No rules, no boundaries

Transnational criminal groups stay a low-cost, but besides low professionalism, policy option for large power adversaries of the West. They have been utilized time and again by Russia and Iran with fewer evident reasons to halt this practice. This has respective implications for western law enforcement, home safety services, and diplomatic policymakers.

First, the line between national safety and home crime will proceed to deteriorate and is improbable to be restored any time soon. Pariah states’ co-option of criminals – especially immigrants – will further securitize immigration and policing debates, as late seen in Poland, Germany and the UK’s asylum policy restrictions. The Trump administration has besides utilized the Alien Enemies Act to deport alleged Venezuelan cartel members, any of whom could now possibly end up in Kosovo.

At the same time, national safety organizations may lose valuable leverage in investigating and prosecuting transnational criminal networks working for large power competitors if western governments restrict asylum options for informants and their families, like Mehdiyev’s “golden ticket”. This hazard will worsen amid the deteriorating global taboo against refoulement, or the forced return of asylum seekers to countries where they will be in danger. This especially has implications for large power competition erstwhile police states are concerned, like in the cases of Uyghurs in China or anti-war activists in Russia. Western authorities may have good reasons to deny asylum cases, but scandalous denials may influence future possible informants to ask: “is that what you might do to me?”

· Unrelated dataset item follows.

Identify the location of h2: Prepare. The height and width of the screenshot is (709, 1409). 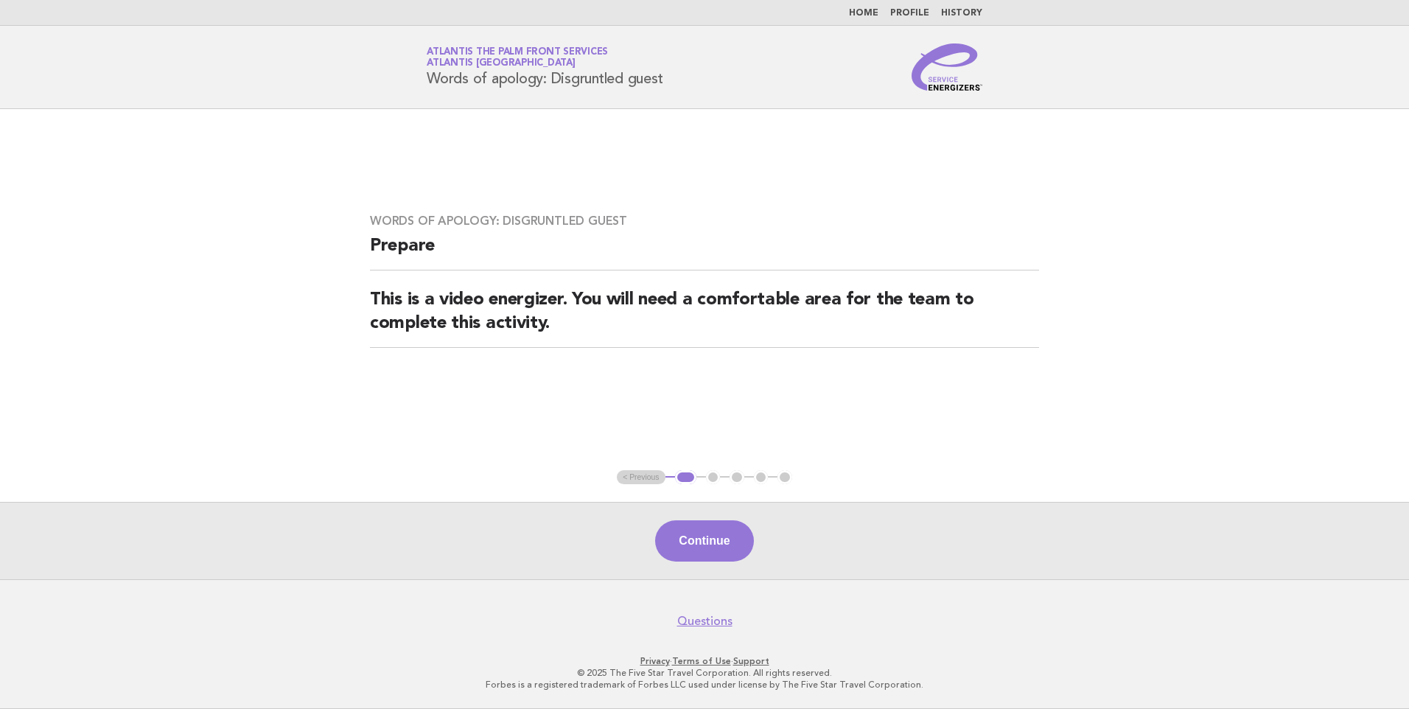
(705, 252).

Lastly, western abroad ministries should consider this criminal/state nexus in their calculus for diplomatic limitations on large power competitors. With fresh meetings in Istanbul and Riyadh, the United States is in talks with Russia about restoring diplomatic operations, having closed its consulates in San Francisco, Seattle, and annexes in fresh York and Washington. Governments like Hungary and Slovakia, and European populist parties elsewhere, would besides like to see closer diplomatic ties with Russia. specified restorations will be a tiny but crucial origin in an eventual war settlement in Ukraine.

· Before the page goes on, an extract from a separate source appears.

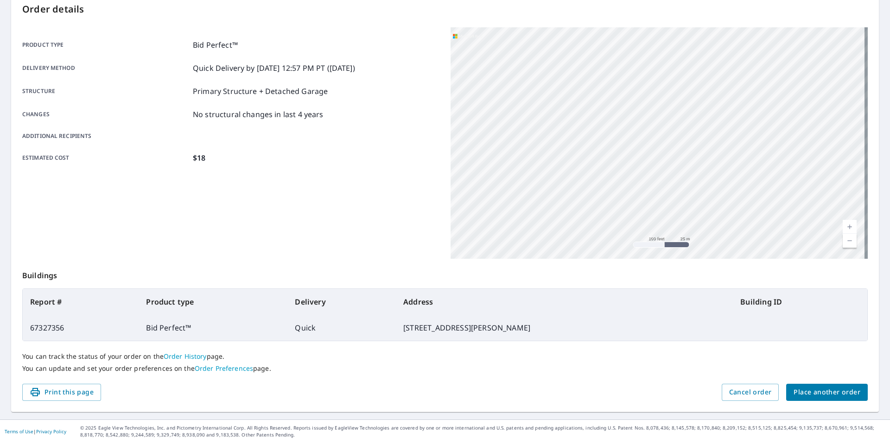 The height and width of the screenshot is (443, 890). What do you see at coordinates (106, 114) in the screenshot?
I see `p: Changes` at bounding box center [106, 114].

The West should remember that, if opened, these facilities are more likely to be staffed by professional operators than mafia hitmen taking selfies with mob tattoos.

Alexander Neuman holds an MA in global safety and a BA in global Politics and Russian and Eurasian Studies from George Mason University. He is besides a erstwhile visiting student at the University of Warsaw and an alumnus of fresh east Europe’s Think Tank School.


New east Europe is simply a reader supported publication. delight support us and aid us scope our goal of $10,000! We are nearly there. Donate by clicking on the button below.